After years of searching, I've finally found an event that was memorialized in a letter my Grandfather (Edward P. Reinert) wrote to his Mother while my Great-Grandfather was serving as a Government Locomotive Inspector at Baldwin Locomotive works during World War 2. They moved to Philadelphia in 1943 and returned to Hammond sometime in 1946. He (Paul R. Reinert) then went back to the Monon as a "Switch Engineer", having been employed by the Monon since 1915. First as a Fireman then promoted to Switch Engineer in 1924. (He also served as a Railroad Fireman in the US Army Transportation Corps in France during WW1. His old contacts from this time in the service were the reason he was offered a job as inspector in the 1930's. He took the required test and passed, was offered the job, but declined at that time. He was later re-offered the job, and decided to "do his part" for the then-current War effort.)
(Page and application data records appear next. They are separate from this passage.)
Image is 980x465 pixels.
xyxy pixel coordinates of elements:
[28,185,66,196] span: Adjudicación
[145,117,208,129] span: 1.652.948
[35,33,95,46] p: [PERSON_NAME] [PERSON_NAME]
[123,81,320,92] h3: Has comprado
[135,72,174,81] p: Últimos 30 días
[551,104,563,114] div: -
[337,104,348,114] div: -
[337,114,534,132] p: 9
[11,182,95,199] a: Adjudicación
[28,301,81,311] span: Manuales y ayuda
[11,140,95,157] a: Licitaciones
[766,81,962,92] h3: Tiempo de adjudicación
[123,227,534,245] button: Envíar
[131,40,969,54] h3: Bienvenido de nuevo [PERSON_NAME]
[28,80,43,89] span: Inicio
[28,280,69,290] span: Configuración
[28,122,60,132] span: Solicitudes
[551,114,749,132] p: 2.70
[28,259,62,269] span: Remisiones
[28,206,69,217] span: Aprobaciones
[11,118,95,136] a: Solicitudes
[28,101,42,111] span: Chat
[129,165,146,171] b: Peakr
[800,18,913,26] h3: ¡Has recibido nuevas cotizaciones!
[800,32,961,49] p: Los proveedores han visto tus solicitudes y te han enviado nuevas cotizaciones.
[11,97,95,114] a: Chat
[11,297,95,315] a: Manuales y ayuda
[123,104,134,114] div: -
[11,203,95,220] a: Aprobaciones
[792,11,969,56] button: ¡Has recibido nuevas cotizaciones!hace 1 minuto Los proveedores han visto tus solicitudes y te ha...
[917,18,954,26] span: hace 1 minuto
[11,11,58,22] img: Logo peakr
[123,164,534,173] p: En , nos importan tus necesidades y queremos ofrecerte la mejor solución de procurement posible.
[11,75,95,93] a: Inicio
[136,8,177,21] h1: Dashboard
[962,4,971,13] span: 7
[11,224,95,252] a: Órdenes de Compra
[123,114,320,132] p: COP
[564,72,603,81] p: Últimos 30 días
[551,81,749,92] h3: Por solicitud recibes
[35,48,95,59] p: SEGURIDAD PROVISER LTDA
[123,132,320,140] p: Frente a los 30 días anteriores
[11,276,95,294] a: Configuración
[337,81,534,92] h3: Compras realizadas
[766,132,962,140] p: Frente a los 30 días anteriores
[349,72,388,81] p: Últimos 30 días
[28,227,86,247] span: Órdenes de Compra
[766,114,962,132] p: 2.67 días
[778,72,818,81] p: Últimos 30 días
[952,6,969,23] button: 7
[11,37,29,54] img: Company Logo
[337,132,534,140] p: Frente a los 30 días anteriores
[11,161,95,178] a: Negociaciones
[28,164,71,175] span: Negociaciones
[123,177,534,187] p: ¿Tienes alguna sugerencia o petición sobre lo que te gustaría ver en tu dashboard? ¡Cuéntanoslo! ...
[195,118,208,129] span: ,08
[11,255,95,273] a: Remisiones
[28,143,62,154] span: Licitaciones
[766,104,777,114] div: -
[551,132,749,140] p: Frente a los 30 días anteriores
My Grandpa wrote this letter, entirely in prose, advising her of the various happenings back in Hammond which included this small part:
"A boy was killed in the Monon Yard. It happened when he and another young Pard', Were ducking between cars when a cut came in, He was killed in an instant or a moment within."
The event I found in the Hammond Times archives is dated July 13, 1944 and shows the boy on the ground with a cop standing over him. A downright horrific photo, the likes of which were quite common then.